We’re in the process of working our way through these options (or at least thinking about them every so often). We’ll hope to have a decision by the time of the next Grace workshop (30 July, in Lancaster, after ECOOP).

If anyone has any random opinions (or even considered thoughts) on this, we’d love to hear them.

Talk on Grace at Microsoft Research

After the Grace workshop, James went up to Seattle and talked about Grace to the Research in Software Engineering group at Microsoft Research.

They’re working on a range of cool programming tools, from TouchStudio (simple programming on a Windows phone) to the big range of tools at http://rise4fun.com/.

Microsoft record most of their talks, and make them available on the web. The video and audio of James’s talk is here in various formats. The talk gives are reasonably high level overview of Grace. Be aware that the handwaving doesn’t really stop, but it certainly decreases in intensity after about the first twenty minutes! There are some good questions from people at the end.

Thanks to Manuel Fandrich & Rustan Leino for hosting James at Microsoft.

Saturday’s Grace Workshop

Saturday’s Grace Workshop made some good progress – closing some open issues, and making a good start for the next stage of the language design.

The main issues we resolved were:

  • Selecting a design for pattern matching based on blocks (aka “lambda-matching” )
  • No shadowing of names by lexically nested names
  • No nested methods, that is, no methods inside methods without an intervening object

For matching, we will need to finalise the details, both of the pattern syntax, and the underlying protocol. But with Scala, Newspeak, and F# as examples here we hope this will be mostly straightforward.

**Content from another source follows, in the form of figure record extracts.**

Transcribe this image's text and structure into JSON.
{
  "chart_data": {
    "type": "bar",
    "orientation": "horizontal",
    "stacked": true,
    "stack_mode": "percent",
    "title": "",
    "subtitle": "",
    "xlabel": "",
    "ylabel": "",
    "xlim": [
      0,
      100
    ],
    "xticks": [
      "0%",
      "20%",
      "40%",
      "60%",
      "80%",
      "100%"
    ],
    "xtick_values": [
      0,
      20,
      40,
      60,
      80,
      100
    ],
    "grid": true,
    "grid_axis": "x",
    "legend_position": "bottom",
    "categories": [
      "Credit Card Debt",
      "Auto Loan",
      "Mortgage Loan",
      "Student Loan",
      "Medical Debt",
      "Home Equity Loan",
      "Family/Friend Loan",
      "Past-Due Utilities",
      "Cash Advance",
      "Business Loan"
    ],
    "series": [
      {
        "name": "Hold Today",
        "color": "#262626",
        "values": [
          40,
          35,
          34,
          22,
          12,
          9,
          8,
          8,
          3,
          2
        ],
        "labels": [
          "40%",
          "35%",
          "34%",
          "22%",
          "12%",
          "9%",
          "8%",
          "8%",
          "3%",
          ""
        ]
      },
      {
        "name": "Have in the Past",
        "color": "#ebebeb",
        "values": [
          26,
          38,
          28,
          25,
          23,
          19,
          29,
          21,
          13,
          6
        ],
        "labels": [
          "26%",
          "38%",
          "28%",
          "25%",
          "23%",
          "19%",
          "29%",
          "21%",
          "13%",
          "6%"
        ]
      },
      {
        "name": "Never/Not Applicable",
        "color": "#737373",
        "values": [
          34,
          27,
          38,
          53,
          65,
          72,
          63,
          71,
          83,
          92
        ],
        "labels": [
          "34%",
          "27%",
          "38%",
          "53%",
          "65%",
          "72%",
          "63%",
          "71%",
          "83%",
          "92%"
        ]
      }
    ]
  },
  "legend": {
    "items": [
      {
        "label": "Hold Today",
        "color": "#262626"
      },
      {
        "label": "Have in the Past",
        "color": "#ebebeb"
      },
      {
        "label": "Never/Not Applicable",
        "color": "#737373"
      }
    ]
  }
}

The next stage of the language design must tackle the really big issues:

  • Nested objects & classes? (like gBeta? Newspeak?)
  • Structural vs nominal type systems
  • Integration of statically and dynamically typed code (like C#? Typed Racket?)
  • Module system — (like LOOJ? or Newspeak?)
  • Relationship between language design and programming environment design

We’ve started discussions on all of these topics: but will have some way to go before we’re done.

Thanks again to all who came: Dave Ungar, Erik Ernst, Gilad Bracha, Jan-Willem Maessen. We really appreciate appreciate all the thoughts, feedback, suggestions, and that you’ve taken time to come and think about Grace.

Grace specification 0.1

The Grace language specification v0.1 is now available.

Most of the changes since 0.095 are minor/detail changes. Our goal for 0.1 was to focus on the sequential core and object model: we think we’ve done that, although especially the details of inheritance and pattern matching mechanisms remain to be worked out. Our plan now is to work towards 0.2 hopefully around the end of July, making progress on types/modules/encapsulation – we hope the workshop tomorrow will help us to plan the next phase of the project.

As ever, we’d very much appreciate comments on what is in the spec, what isn’t in the spec, and what we might do next.